Measuring device reading data
+===+

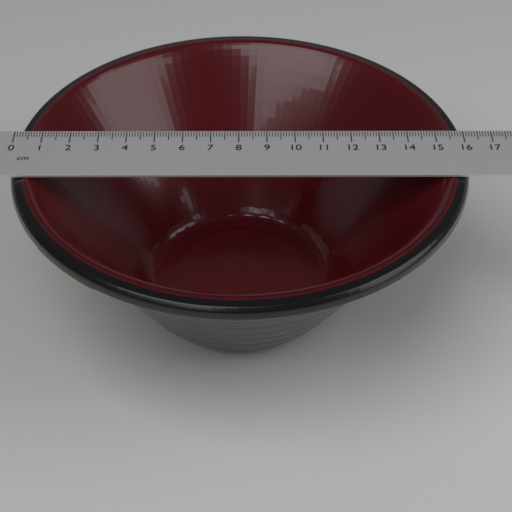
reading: 16.1 cm
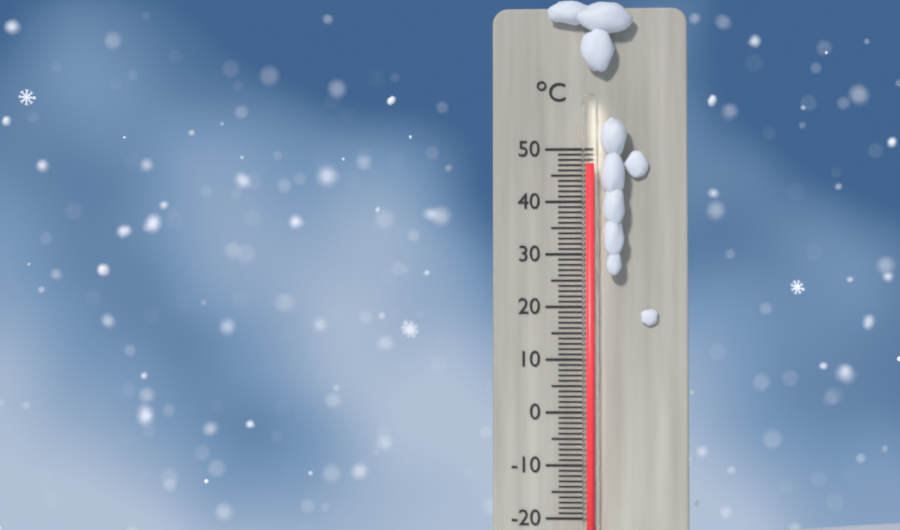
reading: 47 °C
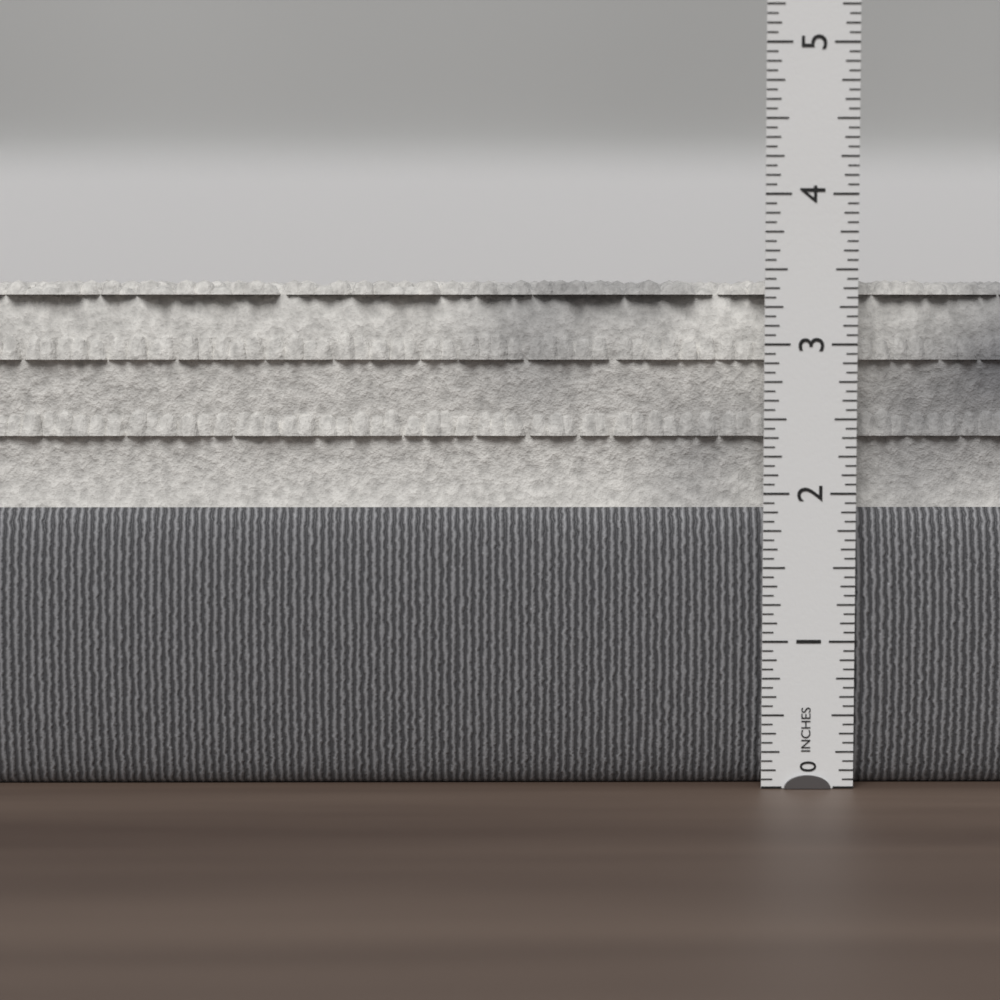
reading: 3.4375 in
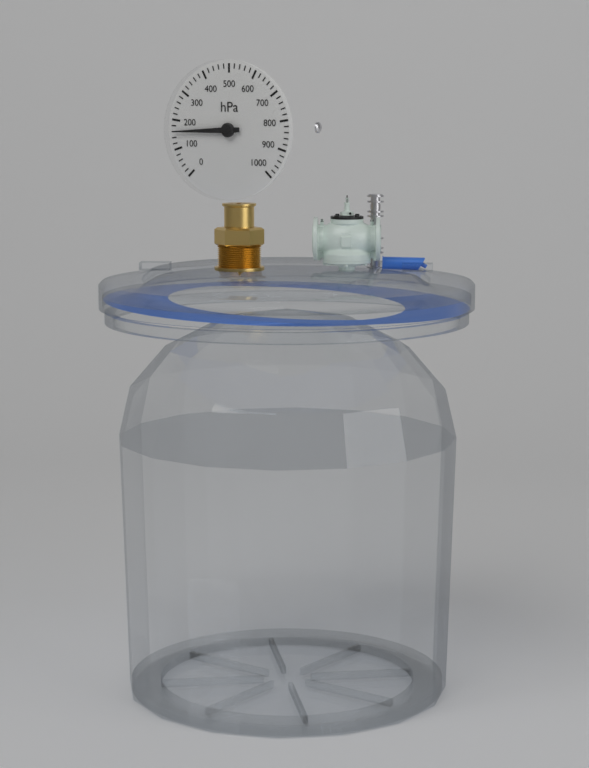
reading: 160 hPa
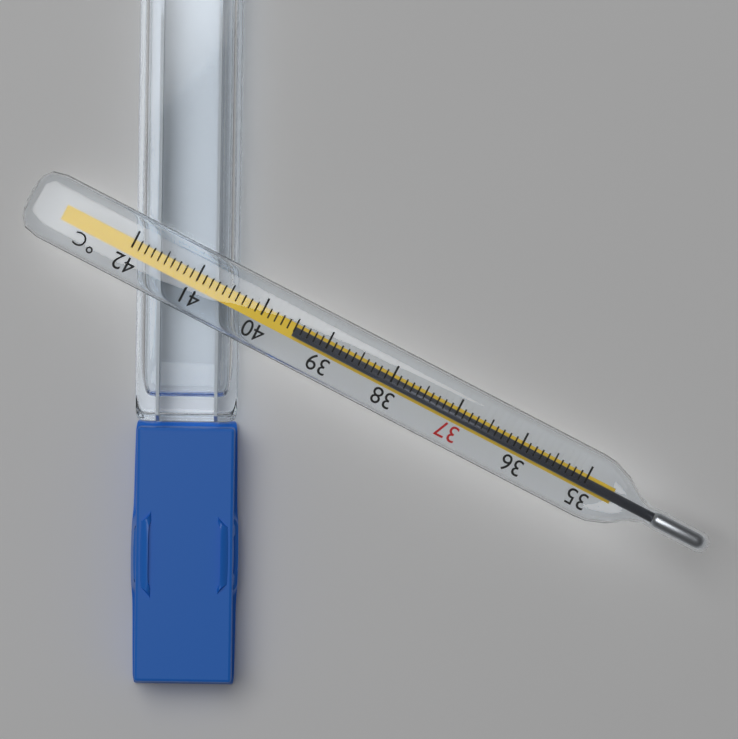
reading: 39.5 °C
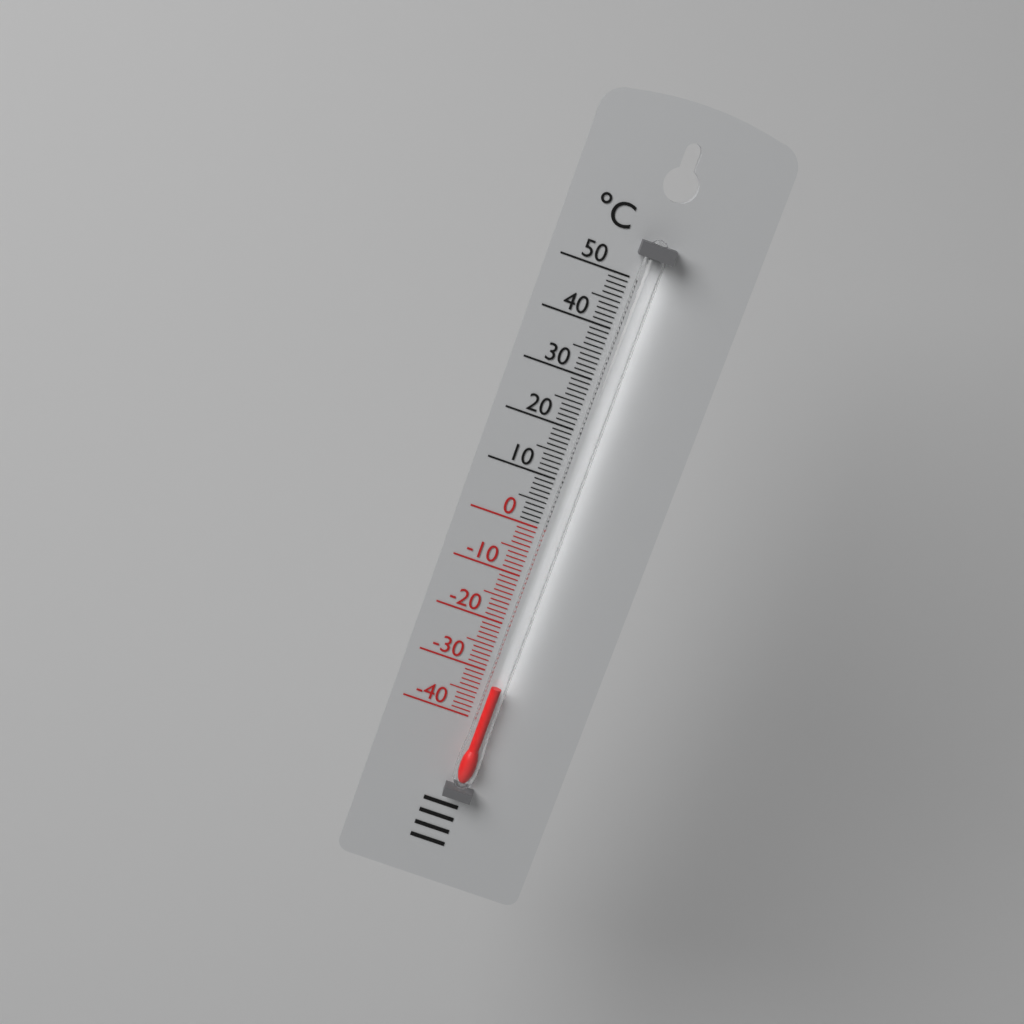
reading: -32 °C
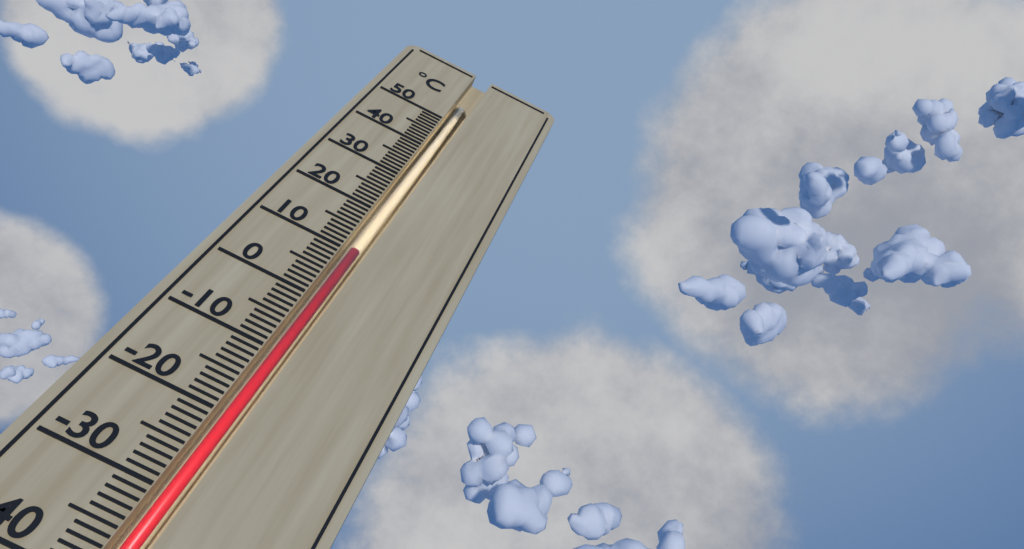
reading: 11 °C
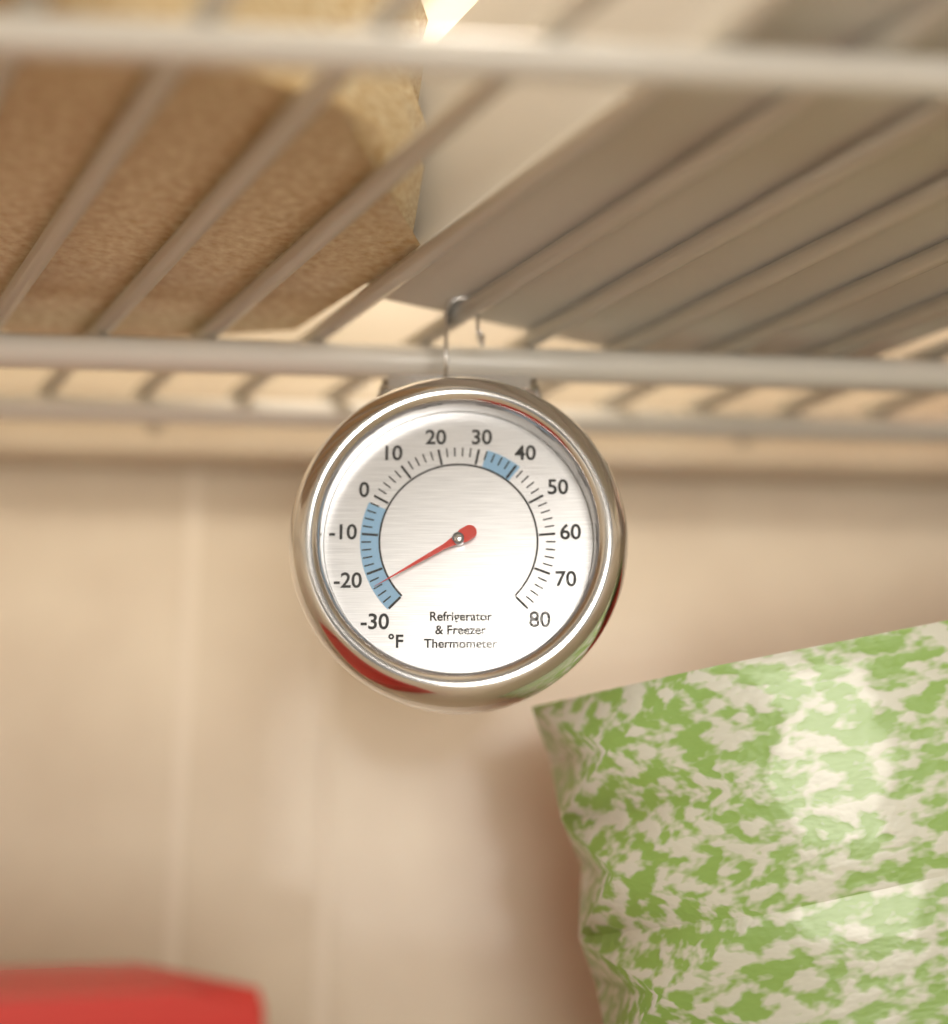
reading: -24 °F
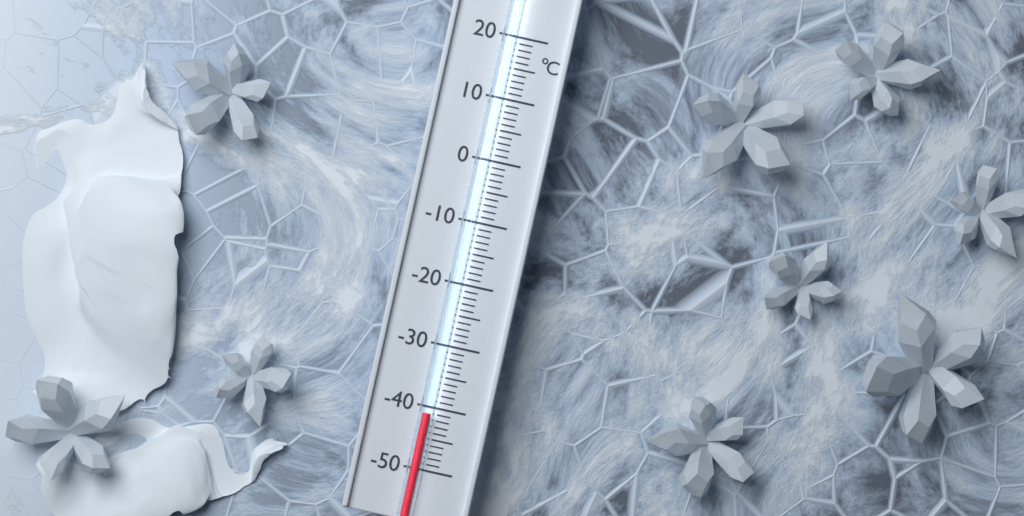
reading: -41 °C
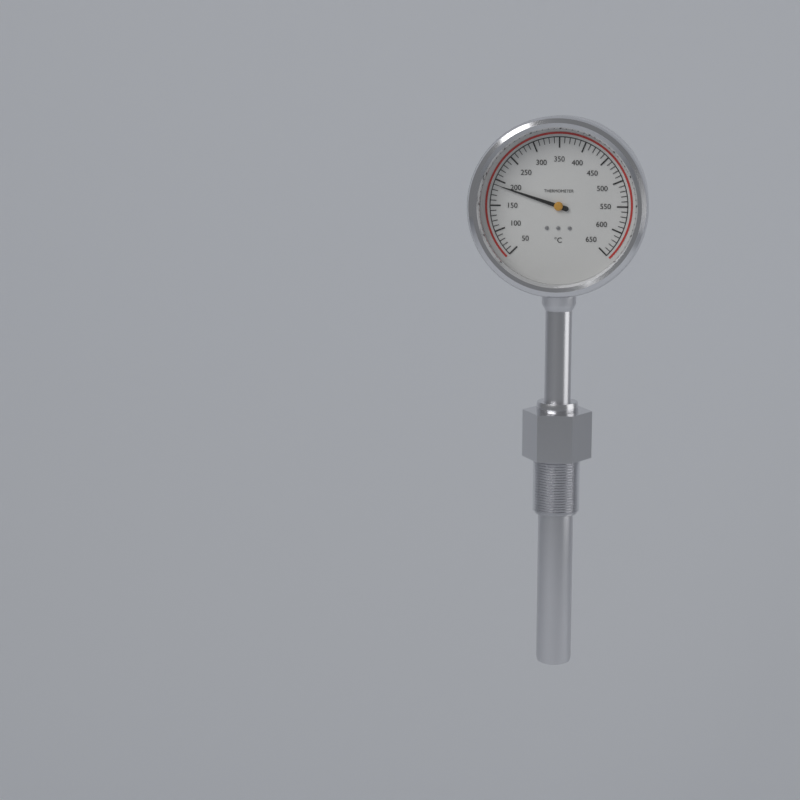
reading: 190 °C
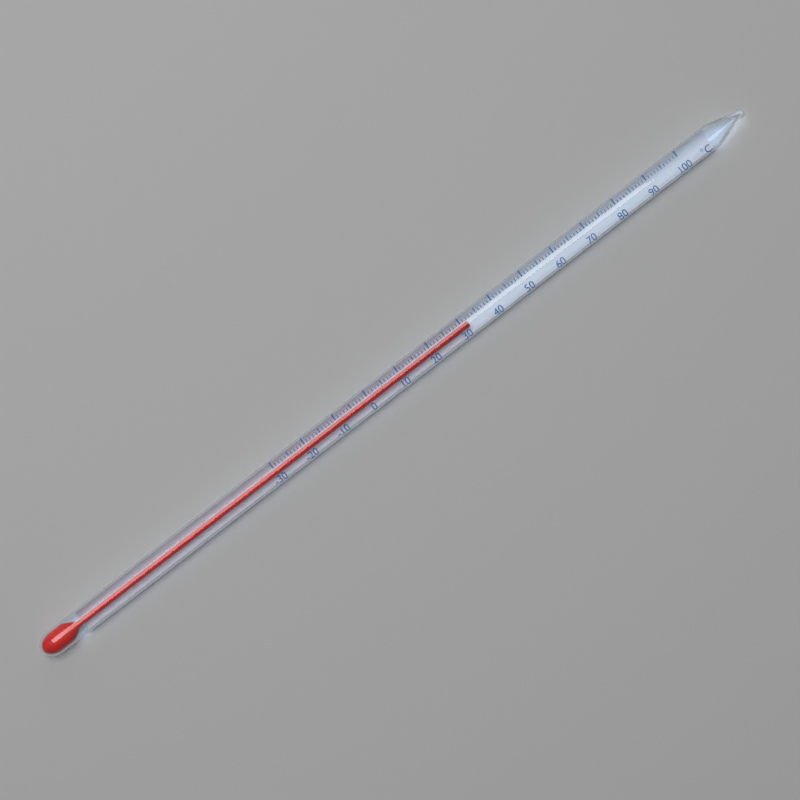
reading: 32 °C
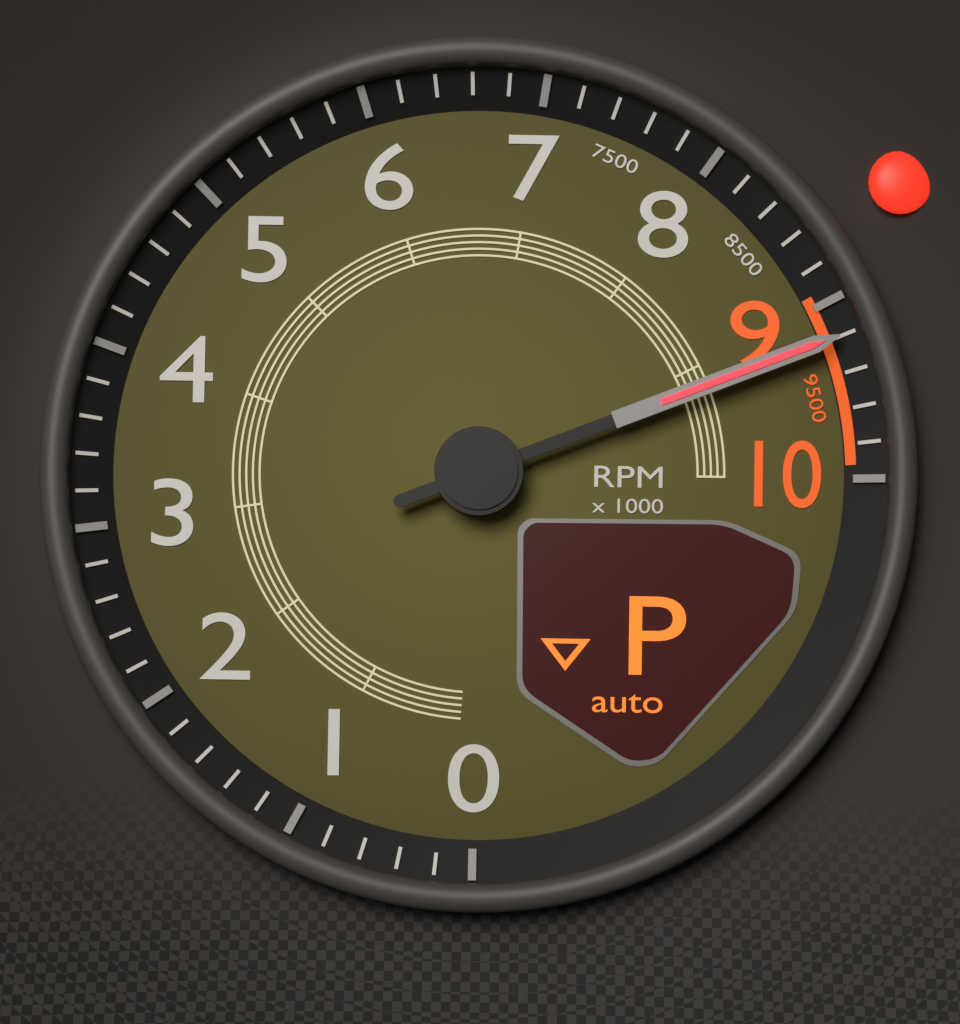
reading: 9200 RPM
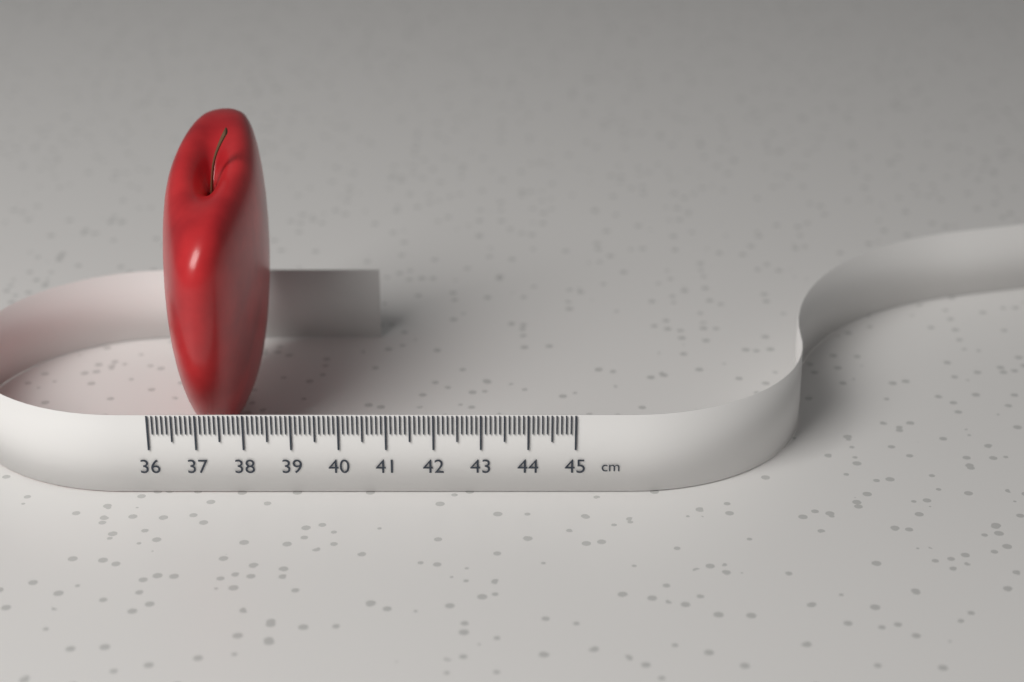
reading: 38.2 cm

+===+

**What needs to be done**.
Take the data above and set it down exactly, images excluded.

**Solution for this problem**.
reading: 16.1 cm
reading: 47 °C
reading: 3.4375 in
reading: 160 hPa
reading: 39.5 °C
reading: -32 °C
reading: 11 °C
reading: -24 °F
reading: -41 °C
reading: 190 °C
reading: 32 °C
reading: 9200 RPM
reading: 38.2 cm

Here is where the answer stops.